Bear & Moose: Thursday, Jan. 5

Two's company for this Portland rock duo.

BEAR & MOOSE

[STRIPPED-DOWN ROCK] Contemporary Portland rock acts seem to fall into two distinct camps: Groups that pile as many bodies as possible on the stage to create a maelstrom of sound and impact, and bands made up of two people. What's driving that split? Is it intentional or complete happenstance? 

For at least one duo—the groove-heavy rock outfit known as Bear & Moose—it is most definitely the latter. 

"We never set out to be a duo," says guitarist and vocalist Eric Mueller, taking a break from his family holiday craziness in Chicago. "We didn't decide that we were going to be this weird, White Stripes kind of thing. But if you don't have that certain connection with someone and it doesn't flow, why bother?"

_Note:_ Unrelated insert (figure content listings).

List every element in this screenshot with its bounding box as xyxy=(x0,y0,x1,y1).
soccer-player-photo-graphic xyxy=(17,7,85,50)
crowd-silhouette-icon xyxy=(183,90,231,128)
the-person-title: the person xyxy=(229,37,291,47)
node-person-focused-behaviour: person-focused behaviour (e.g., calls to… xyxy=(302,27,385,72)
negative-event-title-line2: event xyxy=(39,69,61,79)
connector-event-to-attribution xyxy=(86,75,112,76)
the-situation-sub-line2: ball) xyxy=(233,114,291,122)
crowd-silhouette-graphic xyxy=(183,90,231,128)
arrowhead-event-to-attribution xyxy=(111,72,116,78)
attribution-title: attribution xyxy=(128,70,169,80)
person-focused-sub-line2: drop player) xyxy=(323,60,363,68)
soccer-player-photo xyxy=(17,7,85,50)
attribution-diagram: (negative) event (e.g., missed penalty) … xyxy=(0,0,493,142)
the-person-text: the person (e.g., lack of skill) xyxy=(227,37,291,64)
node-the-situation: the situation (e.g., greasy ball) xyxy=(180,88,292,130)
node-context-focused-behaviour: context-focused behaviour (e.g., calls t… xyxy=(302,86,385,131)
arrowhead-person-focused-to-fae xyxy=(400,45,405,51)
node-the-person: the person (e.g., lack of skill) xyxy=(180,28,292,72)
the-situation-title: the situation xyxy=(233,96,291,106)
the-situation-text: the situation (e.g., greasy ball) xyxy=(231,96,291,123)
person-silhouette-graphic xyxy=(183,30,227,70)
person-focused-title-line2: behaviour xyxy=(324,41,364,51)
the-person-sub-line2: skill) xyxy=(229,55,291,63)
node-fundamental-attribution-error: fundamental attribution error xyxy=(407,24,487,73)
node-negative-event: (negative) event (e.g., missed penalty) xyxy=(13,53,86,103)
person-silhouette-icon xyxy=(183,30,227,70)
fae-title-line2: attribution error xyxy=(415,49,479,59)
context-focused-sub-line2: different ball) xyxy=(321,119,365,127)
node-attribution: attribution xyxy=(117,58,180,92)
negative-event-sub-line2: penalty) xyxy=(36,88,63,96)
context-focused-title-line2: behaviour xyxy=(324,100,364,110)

Flow is the key factor that keeps the febrile attack of Bear & Moose so captivating and enticing on the band's two-disc debut, Bear/Moose. Mueller and drummer Simon Lucas have packed 24 tracks on the album, but it never feels cumbersome. 

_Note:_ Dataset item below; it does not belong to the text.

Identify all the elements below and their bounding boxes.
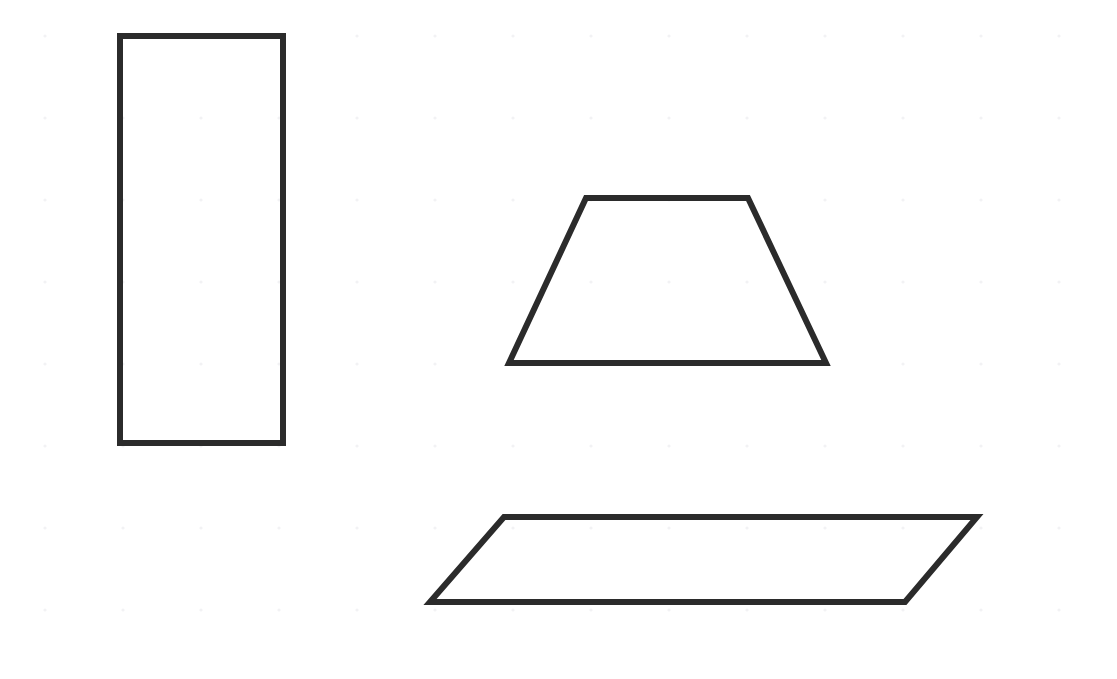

The songs often bleed nicely into one another—the satisfying crunch of "Blues & Greys" giving way to the acidic swells of "I'm Back," which makes room for the appropriately punchy "Shock N Awe." Then there are the trio of tracks that wrap up the album, each bearing the title "MVMT." Those songs allow the pair to stretch their instrumental and improvisational limbs ("MVMT IV" was made up entirely on the fly) to capture what Mueller calls "the back-and-forth ebb and flow of a breakup.” 

The album also has an impressively full sound, capturing the duo's combination of bluesy swagger and the cumulus-scraping highs of psychedelia, considering the duo recorded almost all of it live in the studio. "We recorded [my guitar] through three amps at one time," Mueller says, "all of them turned up to 10 for this super-fuzzy Neil Young-type sound.” 

To make up for its lack of low end, the band's producer, Justin Phelps, added a second microphone to Lucas' kick drum and fed it through a bass amp in the studio. In live shows, Mueller adjusts his strumming style, sticking his thumb out to hit the lower-toned strings on the downstroke to add a basslike kick. 

With a sound this thick—and a debut record this good—Bear & Moose doesn't see any reason to spoil a winning formula. 


SEE IT: Bear & Moose plays Doug Fir Lounge, 830 E Burnside St., with Pigeons and Mike Coykendall on Thursday, Jan. 5. 9 pm. $8. 21+.